Using SBCL 1.4.12, I am looking at Exercise 17.9 from Stuart Shapiro's Common Lisp: An Interactive Approach, and timing a reverse
function applied to a list of 10,000 elements. When I time this function using the same list, the time
function reports a different number of bytes consed each time.
Here is the code for the reverse
function:
(defun reverse2 (l1 l2)
"Returns a list consisting of the members of L1 in reverse order
followed by the members of L2 in original order."
(check-type l1 list)
(check-type l2 list)
(if (endp l1) l2
(reverse2 (rest l1)
(cons (first l1) l2))))
(defun reverse1 (l)
"Returns a copy of the list L1
with the order of members reversed."
(check-type l list)
(reverse2 l '()))
I generated the list in the REPL with:
(defvar *test-list* '())
(dotimes (x 10000)
(setf *test-list* (cons x *test-list*)))
Here are the results of four test-runs:
CL-USER> (time (ch17:reverse1 *test-list*))
Evaluation took:
0.000 seconds of real time
0.000000 seconds of total run time (0.000000 user, 0.000000 system)
100.00% CPU
520,386 processor cycles
145,696 bytes consed
CL-USER> (time (ch17:reverse1 *test-list*))
Evaluation took:
0.000 seconds of real time
0.000000 seconds of total run time (0.000000 user, 0.000000 system)
100.00% CPU
260,640 processor cycles
178,416 bytes consed
CL-USER> (time (ch17:reverse1 *test-list*))
Evaluation took:
0.000 seconds of real time
0.000000 seconds of total run time (0.000000 user, 0.000000 system)
100.00% CPU
279,822 processor cycles
178,416 bytes consed
CL-USER> (time (ch17:reverse1 *test-list*))
Evaluation took:
0.000 seconds of real time
0.000000 seconds of total run time (0.000000 user, 0.000000 system)
100.00% CPU
264,700 processor cycles
161,504 bytes consed
The second and third test runs (which were several minutes apart) show the same number of bytes consed, but the other two show different numbers. I expected the timing to vary, but I did not expect the number of bytes consed to vary. I see that the HyperSpec says of the time
function that:
In general, these timings are not guaranteed to be reliable enough for marketing comparisons. Their value is primarily heuristic, for tuning purposes.
But I expected that this applies to timings, not to byte counts. Are the bytes consed values reported by time
unreliable? Is there an optimization behind the scenes that is responsible for this? What am I missing?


Directions for this task: Give the records again in full, exactly as written.

_ _ _

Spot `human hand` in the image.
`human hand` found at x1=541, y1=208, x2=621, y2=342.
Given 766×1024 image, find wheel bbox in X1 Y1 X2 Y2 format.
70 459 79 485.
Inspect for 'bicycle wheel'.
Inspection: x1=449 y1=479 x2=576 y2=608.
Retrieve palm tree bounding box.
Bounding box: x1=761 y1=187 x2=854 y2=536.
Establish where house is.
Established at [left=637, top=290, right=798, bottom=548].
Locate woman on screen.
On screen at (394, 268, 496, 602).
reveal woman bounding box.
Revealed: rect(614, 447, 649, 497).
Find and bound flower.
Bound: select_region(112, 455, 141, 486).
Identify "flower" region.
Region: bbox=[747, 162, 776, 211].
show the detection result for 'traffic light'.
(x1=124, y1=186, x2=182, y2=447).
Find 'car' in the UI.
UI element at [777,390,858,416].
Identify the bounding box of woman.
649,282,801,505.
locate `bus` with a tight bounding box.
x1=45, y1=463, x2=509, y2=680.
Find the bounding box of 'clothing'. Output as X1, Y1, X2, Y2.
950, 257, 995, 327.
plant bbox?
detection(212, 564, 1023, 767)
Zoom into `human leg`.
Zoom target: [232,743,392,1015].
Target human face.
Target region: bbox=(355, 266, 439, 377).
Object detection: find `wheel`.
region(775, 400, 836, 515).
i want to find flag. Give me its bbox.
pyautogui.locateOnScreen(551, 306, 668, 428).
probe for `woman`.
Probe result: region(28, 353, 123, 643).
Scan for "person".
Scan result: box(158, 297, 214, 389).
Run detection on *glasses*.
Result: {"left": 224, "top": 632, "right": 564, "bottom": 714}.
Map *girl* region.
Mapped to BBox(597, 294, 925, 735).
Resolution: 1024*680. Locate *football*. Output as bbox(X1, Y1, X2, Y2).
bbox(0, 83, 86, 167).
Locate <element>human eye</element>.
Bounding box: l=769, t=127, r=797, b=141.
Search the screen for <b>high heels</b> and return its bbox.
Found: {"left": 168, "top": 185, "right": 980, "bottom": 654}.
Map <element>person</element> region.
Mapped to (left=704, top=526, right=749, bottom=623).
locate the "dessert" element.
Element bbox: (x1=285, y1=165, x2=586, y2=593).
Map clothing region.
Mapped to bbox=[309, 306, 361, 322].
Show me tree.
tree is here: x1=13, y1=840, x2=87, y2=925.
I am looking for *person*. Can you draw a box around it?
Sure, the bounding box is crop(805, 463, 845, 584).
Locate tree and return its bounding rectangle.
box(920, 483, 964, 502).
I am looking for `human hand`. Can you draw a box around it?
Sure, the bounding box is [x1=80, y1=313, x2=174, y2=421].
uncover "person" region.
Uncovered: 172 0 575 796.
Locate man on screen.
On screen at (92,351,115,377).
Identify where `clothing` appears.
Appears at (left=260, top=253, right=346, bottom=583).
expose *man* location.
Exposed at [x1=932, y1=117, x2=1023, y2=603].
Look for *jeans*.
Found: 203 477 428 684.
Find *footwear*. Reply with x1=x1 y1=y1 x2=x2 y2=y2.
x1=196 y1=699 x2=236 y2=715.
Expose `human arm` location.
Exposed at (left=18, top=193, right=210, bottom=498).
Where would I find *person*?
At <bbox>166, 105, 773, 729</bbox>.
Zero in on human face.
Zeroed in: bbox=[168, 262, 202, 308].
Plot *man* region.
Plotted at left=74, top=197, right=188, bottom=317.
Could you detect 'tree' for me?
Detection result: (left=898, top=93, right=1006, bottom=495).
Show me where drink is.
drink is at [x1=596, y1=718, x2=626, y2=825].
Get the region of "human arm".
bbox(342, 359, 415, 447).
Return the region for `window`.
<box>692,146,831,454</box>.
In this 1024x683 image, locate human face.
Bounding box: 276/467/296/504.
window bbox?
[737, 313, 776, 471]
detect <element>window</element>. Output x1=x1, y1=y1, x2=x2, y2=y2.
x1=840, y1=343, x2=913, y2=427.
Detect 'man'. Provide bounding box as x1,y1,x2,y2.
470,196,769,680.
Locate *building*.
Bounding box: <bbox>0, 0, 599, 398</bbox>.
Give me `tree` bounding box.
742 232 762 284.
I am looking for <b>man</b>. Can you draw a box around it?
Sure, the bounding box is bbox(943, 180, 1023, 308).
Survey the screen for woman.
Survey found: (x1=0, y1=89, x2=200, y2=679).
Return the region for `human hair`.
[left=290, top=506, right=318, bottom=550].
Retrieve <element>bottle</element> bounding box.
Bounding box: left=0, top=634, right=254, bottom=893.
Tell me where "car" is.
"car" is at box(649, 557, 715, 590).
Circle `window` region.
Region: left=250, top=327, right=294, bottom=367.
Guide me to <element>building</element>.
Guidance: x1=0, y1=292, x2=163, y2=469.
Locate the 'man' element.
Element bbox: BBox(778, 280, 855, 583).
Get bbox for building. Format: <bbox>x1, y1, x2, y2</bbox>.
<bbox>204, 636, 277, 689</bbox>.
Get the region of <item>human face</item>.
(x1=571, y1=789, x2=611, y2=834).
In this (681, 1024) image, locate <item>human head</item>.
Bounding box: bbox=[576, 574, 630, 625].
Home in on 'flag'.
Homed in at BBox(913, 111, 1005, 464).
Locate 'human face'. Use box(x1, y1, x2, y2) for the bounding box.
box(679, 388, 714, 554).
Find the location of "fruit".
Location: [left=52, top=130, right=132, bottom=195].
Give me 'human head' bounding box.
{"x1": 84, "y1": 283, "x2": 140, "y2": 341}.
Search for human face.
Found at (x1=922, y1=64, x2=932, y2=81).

_ _ _

Response to the task:
Spot `human hand` in the image.
`human hand` found at x1=541, y1=208, x2=621, y2=342.
Given 766×1024 image, find wheel bbox in X1 Y1 X2 Y2 format.
70 459 79 485.
Inspect for 'bicycle wheel'.
Inspection: x1=449 y1=479 x2=576 y2=608.
Retrieve palm tree bounding box.
Bounding box: x1=761 y1=187 x2=854 y2=536.
Establish where house is.
Established at [left=637, top=290, right=798, bottom=548].
Locate woman on screen.
On screen at (394, 268, 496, 602).
reveal woman bounding box.
Revealed: rect(614, 447, 649, 497).
Find and bound flower.
Bound: select_region(112, 455, 141, 486).
Identify "flower" region.
Region: bbox=[747, 162, 776, 211].
show the detection result for 'traffic light'.
(x1=124, y1=186, x2=182, y2=447).
Find 'car' in the UI.
UI element at [777,390,858,416].
Identify the bounding box of woman.
649,282,801,505.
locate `bus` with a tight bounding box.
x1=45, y1=463, x2=509, y2=680.
Find the bounding box of 'clothing'. Output as X1, Y1, X2, Y2.
950, 257, 995, 327.
plant bbox?
detection(212, 564, 1023, 767)
Zoom into `human leg`.
Zoom target: [232,743,392,1015].
Target human face.
Target region: bbox=(355, 266, 439, 377).
Object detection: find `wheel`.
region(775, 400, 836, 515).
i want to find flag. Give me its bbox.
pyautogui.locateOnScreen(551, 306, 668, 428).
probe for `woman`.
Probe result: region(28, 353, 123, 643).
Scan for "person".
Scan result: box(158, 297, 214, 389).
Run detection on *glasses*.
Result: {"left": 224, "top": 632, "right": 564, "bottom": 714}.
Map *girl* region.
Mapped to BBox(597, 294, 925, 735).
Resolution: 1024*680. Locate *football*. Output as bbox(X1, Y1, X2, Y2).
bbox(0, 83, 86, 167).
Locate <element>human eye</element>.
Bounding box: l=769, t=127, r=797, b=141.
Search the screen for <b>high heels</b> and return its bbox.
Found: {"left": 168, "top": 185, "right": 980, "bottom": 654}.
Map <element>person</element> region.
Mapped to (left=704, top=526, right=749, bottom=623).
locate the "dessert" element.
Element bbox: (x1=285, y1=165, x2=586, y2=593).
Map clothing region.
Mapped to bbox=[309, 306, 361, 322].
Show me tree.
tree is here: x1=13, y1=840, x2=87, y2=925.
I am looking for *person*. Can you draw a box around it?
Sure, the bounding box is crop(805, 463, 845, 584).
Locate tree and return its bounding rectangle.
box(920, 483, 964, 502).
I am looking for `human hand`. Can you draw a box around it?
Sure, the bounding box is [x1=80, y1=313, x2=174, y2=421].
uncover "person" region.
Uncovered: 172 0 575 796.
Locate man on screen.
On screen at (92,351,115,377).
Identify where `clothing` appears.
Appears at (left=260, top=253, right=346, bottom=583).
expose *man* location.
Exposed at [x1=932, y1=117, x2=1023, y2=603].
Look for *jeans*.
Found: 203 477 428 684.
Find *footwear*. Reply with x1=x1 y1=y1 x2=x2 y2=y2.
x1=196 y1=699 x2=236 y2=715.
Expose `human arm` location.
Exposed at (left=18, top=193, right=210, bottom=498).
Where would I find *person*?
At <bbox>166, 105, 773, 729</bbox>.
Zero in on human face.
Zeroed in: bbox=[168, 262, 202, 308].
Plot *man* region.
Plotted at left=74, top=197, right=188, bottom=317.
Could you detect 'tree' for me?
Detection result: (left=898, top=93, right=1006, bottom=495).
Show me where drink is.
drink is at [x1=596, y1=718, x2=626, y2=825].
Get the region of "human arm".
bbox(342, 359, 415, 447).
Return the region for `window`.
<box>692,146,831,454</box>.
In this 1024x683 image, locate human face.
Bounding box: 276/467/296/504.
window bbox?
[737, 313, 776, 471]
detect <element>window</element>. Output x1=x1, y1=y1, x2=x2, y2=y2.
x1=840, y1=343, x2=913, y2=427.
Detect 'man'. Provide bounding box as x1,y1,x2,y2.
470,196,769,680.
Locate *building*.
Bounding box: <bbox>0, 0, 599, 398</bbox>.
Give me `tree` bounding box.
742 232 762 284.
I am looking for <b>man</b>. Can you draw a box around it?
Sure, the bounding box is bbox(943, 180, 1023, 308).
Survey the screen for woman.
Survey found: (x1=0, y1=89, x2=200, y2=679).
Return the region for `human hair`.
[left=290, top=506, right=318, bottom=550].
Retrieve <element>bottle</element> bounding box.
Bounding box: left=0, top=634, right=254, bottom=893.
Tell me where "car" is.
"car" is at box(649, 557, 715, 590).
Circle `window` region.
Region: left=250, top=327, right=294, bottom=367.
Guide me to <element>building</element>.
Guidance: x1=0, y1=292, x2=163, y2=469.
Locate the 'man' element.
Element bbox: BBox(778, 280, 855, 583).
Get bbox for building. Format: <bbox>x1, y1, x2, y2</bbox>.
<bbox>204, 636, 277, 689</bbox>.
Get the region of <item>human face</item>.
(x1=571, y1=789, x2=611, y2=834).
In this (681, 1024) image, locate <item>human head</item>.
Bounding box: bbox=[576, 574, 630, 625].
Home in on 'flag'.
Homed in at BBox(913, 111, 1005, 464).
Locate 'human face'. Use box(x1, y1, x2, y2) for the bounding box.
box(679, 388, 714, 554).
Find the location of "fruit".
Location: [left=52, top=130, right=132, bottom=195].
Give me 'human head' bounding box.
{"x1": 84, "y1": 283, "x2": 140, "y2": 341}.
Search for human face.
Found at (x1=922, y1=64, x2=932, y2=81).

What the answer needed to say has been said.